The afternoon gets used for actual writing, whether non-fiction, fiction, journalism pieces, what-have-you. Then, too, it depends on whether submission deadlines loom in the near future and I’m struggling to catch up. Those deadlines take precedence, as every writer knows.
The evenings go through a kaleidoscope of activities. I might be studying research material, reading and studying writing course information/lessons/etc. or working on a piece previously written but not polished. It all depends on if I need a break from the computer and how badly I need rest.
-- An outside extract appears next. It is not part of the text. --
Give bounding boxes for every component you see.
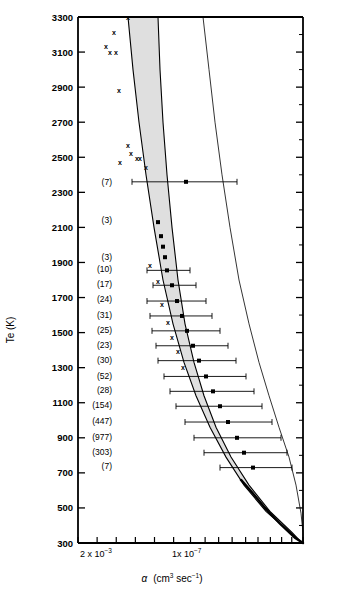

Occasionally, as I did for the past couple of days, I take a major break from active writing. Or, I tag along on a photo shoot with my sister. We’re making plans for the future which are exciting, intriguing, and scary all rolled into a convenient carrying case called the “Unknown Next Few Months.”
We’re trying to do away with plans other than those immediate ones that call our names and point in interesting directions. I’ve heard that kind of living called “spontaneous,” but I’ve never allowed it take hold before. I’m hoping to do better in future. We’ll have to see how things play out on a couple of fronts before we can commit ourselves to going to the gypsy mindset completely.
So, there you have my day, my life, my example, poor as it may be.
Wishes? Sure, I have them, with more arriving every day. Plans? More like desires than plans. Contingencies come into play always. I can’t do without those.
And my writer’s day. I’m here, aren’t I. I have two blogs, write for Associated Content, have begun doing book reviews, am gearing up to begin again with interviews, and have a few other irons in the fire.
Anyone one of those could control my day according to whatever schedule happens to hold sway that day. Take your pick and remember–You, too, could have a day like mine.